Ma'am, I apologize - I did not mean it as an insult. I certainly don't feel threatened. What I meant by my statement was that some take a stand for what is important to them, and others don't. I am just as passionate about attempts to seculalize/atheize our state, about the slaughter of millions of innocents, as I am about the preservation of our history, and in my belief that Southern actions were legal remedies to a defect in the federal relations with other states in a voluntary union without delegated powers to prohibit secession.
To that end, I firmly believe that my ancestors, and millions of other Southerners were not traitors - they did not owe allegiance to the union and they did not receive protection from it. I simply think that revisionists have whitewashed history to portray Northerners as saints and Southerners as racist bigots.
I've lived here all my life, and the most racist people I have met have alway been transplanted yankees. One moved into our neighborhood, and asked my wife and how how to prevent blacks from moving next door. He didn't know that I moved next door to a very sweet black lady and her children, nor did he know about the other black families near us. I simply told him if he wanted to avoid blacks to move back north.
You are still mischaracterizing the issue I think.
It's not at all that I'm not willing to stand up for what is important to me, it's that the 1956 flag is not that important to me, or to most people in Georgia.
I like the current flag. It honors our ancestors without the negative connotations of the Battle Flag.
I heard a man on the radio the other day who is trying to change the image of the swastika. He says it was used as a religious symbol by certain sects for centuries before it was adopted as the Nazi symbol. The CBF doesn't have negative associations for you, but unfortunately it does for many people, including possibly your next door neighbors.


■ How to complete this task ■
For each line of the data below, copy it if it holds the word "enV巳SsŭVI午".

■ Dataset records ■
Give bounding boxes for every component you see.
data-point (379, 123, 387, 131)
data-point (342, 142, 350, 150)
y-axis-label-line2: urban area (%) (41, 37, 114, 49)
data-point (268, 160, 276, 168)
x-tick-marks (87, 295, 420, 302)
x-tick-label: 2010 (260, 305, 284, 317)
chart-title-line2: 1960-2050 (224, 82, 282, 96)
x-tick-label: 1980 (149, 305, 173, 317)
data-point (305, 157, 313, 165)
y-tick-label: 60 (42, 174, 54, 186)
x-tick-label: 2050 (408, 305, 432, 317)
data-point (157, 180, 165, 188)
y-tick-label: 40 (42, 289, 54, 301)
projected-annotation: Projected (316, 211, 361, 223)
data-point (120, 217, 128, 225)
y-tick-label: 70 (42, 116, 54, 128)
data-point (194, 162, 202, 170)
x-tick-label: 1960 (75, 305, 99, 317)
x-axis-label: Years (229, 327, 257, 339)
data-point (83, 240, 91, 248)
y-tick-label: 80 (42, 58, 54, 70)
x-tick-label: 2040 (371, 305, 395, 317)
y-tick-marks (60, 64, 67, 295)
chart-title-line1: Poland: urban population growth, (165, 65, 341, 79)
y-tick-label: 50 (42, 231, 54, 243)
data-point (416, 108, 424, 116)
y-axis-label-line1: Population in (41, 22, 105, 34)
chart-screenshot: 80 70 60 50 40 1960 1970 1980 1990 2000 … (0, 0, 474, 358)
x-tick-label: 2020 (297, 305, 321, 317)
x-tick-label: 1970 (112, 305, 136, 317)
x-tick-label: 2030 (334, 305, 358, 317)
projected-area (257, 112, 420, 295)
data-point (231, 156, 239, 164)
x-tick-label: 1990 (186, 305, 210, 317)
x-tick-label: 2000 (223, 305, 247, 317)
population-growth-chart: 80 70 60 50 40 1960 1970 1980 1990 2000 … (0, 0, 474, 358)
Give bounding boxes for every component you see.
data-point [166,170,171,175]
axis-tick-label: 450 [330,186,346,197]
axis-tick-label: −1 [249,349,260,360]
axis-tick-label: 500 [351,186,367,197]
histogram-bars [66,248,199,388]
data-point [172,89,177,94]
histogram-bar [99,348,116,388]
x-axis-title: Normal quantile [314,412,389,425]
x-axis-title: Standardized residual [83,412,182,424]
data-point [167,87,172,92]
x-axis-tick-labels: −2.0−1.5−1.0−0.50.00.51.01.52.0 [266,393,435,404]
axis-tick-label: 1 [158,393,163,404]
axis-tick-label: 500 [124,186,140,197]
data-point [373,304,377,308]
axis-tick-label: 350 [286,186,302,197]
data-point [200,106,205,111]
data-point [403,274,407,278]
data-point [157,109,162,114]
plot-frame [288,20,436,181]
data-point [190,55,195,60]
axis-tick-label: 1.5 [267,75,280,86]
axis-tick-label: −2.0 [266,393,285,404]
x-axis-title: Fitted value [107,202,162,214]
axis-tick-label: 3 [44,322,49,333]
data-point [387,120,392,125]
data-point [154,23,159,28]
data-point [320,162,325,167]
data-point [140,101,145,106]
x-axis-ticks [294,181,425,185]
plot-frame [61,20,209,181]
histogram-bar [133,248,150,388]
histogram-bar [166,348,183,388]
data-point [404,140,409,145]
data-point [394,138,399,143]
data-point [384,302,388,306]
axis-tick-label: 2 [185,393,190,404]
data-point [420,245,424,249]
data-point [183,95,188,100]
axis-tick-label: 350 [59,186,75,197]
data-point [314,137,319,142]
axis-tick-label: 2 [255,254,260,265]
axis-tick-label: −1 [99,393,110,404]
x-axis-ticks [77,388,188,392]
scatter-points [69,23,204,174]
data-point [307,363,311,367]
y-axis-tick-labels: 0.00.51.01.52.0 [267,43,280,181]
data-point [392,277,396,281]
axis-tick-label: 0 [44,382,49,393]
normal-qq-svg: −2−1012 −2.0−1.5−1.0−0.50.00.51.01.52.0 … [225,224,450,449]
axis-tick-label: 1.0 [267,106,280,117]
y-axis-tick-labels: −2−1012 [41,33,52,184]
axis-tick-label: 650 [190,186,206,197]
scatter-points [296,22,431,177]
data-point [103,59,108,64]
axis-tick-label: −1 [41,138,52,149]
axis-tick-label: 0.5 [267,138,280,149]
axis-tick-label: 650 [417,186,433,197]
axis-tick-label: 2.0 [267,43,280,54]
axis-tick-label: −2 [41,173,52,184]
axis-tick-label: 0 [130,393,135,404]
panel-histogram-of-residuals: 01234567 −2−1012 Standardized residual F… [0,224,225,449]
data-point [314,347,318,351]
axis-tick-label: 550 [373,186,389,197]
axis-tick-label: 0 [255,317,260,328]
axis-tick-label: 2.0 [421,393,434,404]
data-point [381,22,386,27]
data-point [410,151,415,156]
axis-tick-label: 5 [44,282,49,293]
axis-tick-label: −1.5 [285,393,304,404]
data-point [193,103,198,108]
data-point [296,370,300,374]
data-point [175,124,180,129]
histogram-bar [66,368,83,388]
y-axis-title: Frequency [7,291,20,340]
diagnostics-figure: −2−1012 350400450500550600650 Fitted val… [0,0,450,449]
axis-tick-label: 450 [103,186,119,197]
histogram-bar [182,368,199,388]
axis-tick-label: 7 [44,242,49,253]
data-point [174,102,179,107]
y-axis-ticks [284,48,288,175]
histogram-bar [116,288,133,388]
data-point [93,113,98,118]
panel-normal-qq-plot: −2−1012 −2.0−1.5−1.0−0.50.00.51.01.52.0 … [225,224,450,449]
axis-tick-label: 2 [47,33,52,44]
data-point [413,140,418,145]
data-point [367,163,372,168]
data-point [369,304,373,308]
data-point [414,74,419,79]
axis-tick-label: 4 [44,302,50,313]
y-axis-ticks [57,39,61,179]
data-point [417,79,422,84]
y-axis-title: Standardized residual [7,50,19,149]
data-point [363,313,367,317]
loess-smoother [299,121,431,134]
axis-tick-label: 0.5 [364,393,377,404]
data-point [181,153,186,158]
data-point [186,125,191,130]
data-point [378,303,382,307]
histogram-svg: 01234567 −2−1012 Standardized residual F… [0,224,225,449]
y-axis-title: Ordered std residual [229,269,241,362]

* * *

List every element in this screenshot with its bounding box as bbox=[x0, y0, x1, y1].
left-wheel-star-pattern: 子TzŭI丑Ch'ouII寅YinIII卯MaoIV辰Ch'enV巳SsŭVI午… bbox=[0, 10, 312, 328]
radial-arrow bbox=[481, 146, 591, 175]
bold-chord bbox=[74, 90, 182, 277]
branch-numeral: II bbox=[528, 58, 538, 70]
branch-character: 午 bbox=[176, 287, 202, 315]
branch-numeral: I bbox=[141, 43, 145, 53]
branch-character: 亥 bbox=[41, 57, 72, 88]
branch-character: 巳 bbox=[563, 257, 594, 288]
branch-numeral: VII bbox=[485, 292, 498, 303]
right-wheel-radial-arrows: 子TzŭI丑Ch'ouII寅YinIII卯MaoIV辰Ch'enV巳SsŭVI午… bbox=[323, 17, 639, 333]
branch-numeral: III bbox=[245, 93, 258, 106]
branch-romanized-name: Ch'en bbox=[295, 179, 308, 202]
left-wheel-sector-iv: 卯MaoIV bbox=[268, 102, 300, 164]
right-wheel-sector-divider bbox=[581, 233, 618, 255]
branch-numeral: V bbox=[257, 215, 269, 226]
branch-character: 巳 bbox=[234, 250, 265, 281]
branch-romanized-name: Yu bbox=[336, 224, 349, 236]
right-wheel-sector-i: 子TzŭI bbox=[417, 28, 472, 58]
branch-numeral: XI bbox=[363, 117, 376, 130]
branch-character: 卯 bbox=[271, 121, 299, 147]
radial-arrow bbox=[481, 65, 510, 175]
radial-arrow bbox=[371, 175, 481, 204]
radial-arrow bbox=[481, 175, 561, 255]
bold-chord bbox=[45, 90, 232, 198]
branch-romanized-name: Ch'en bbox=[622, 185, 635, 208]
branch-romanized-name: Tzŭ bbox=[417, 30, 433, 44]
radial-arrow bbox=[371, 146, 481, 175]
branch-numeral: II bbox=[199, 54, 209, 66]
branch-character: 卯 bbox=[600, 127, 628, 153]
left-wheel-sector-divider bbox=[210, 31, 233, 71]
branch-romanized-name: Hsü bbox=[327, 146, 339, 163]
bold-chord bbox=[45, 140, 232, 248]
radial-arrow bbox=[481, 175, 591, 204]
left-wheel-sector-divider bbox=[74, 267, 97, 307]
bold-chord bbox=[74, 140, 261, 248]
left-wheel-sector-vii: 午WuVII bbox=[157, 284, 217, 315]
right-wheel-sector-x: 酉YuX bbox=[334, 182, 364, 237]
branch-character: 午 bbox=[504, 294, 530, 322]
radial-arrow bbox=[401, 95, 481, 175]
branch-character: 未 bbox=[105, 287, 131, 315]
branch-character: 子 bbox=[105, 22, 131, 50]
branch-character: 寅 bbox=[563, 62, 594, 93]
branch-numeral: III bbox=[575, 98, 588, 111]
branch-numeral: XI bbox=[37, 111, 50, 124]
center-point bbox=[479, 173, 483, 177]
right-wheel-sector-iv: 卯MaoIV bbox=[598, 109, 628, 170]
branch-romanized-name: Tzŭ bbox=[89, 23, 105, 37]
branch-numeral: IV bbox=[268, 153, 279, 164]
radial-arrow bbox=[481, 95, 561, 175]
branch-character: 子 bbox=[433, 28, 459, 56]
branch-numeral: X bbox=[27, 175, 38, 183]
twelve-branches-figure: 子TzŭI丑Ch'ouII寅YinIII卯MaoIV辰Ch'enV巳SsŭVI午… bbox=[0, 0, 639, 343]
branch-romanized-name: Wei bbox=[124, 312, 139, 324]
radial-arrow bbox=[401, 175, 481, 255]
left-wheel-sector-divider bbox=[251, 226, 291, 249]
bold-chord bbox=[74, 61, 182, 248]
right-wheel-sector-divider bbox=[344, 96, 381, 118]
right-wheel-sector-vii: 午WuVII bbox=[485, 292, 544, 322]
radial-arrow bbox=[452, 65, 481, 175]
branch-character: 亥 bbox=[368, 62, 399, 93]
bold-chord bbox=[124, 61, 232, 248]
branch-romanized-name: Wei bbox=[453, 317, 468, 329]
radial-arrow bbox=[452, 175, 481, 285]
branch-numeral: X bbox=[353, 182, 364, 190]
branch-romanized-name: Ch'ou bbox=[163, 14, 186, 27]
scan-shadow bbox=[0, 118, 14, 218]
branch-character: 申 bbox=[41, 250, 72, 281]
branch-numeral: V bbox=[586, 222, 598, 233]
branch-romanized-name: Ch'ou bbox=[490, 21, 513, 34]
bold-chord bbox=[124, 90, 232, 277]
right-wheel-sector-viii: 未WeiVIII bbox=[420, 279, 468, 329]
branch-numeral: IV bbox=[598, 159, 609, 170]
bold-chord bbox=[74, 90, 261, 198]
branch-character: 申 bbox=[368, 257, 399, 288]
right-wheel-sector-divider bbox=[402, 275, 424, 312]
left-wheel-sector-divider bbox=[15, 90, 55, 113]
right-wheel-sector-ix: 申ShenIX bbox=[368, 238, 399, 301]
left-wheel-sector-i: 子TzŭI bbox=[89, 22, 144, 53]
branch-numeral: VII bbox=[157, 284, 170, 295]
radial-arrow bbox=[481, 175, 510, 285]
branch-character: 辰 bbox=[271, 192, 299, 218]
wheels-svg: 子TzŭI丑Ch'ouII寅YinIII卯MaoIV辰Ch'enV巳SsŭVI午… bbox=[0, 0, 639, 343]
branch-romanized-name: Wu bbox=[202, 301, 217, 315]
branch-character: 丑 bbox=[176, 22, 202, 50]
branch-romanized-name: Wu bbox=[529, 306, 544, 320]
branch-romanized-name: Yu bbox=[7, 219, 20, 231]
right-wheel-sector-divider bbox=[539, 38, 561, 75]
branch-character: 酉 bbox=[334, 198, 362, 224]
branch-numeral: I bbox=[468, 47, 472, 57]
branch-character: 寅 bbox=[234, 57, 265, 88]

■ Solution for this task ■
left-wheel-star-pattern: 子TzŭI丑Ch'ouII寅YinIII卯MaoIV辰Ch'enV巳SsŭVI午… bbox=[0, 10, 312, 328]
right-wheel-radial-arrows: 子TzŭI丑Ch'ouII寅YinIII卯MaoIV辰Ch'enV巳SsŭVI午… bbox=[323, 17, 639, 333]
twelve-branches-figure: 子TzŭI丑Ch'ouII寅YinIII卯MaoIV辰Ch'enV巳SsŭVI午… bbox=[0, 0, 639, 343]
wheels-svg: 子TzŭI丑Ch'ouII寅YinIII卯MaoIV辰Ch'enV巳SsŭVI午… bbox=[0, 0, 639, 343]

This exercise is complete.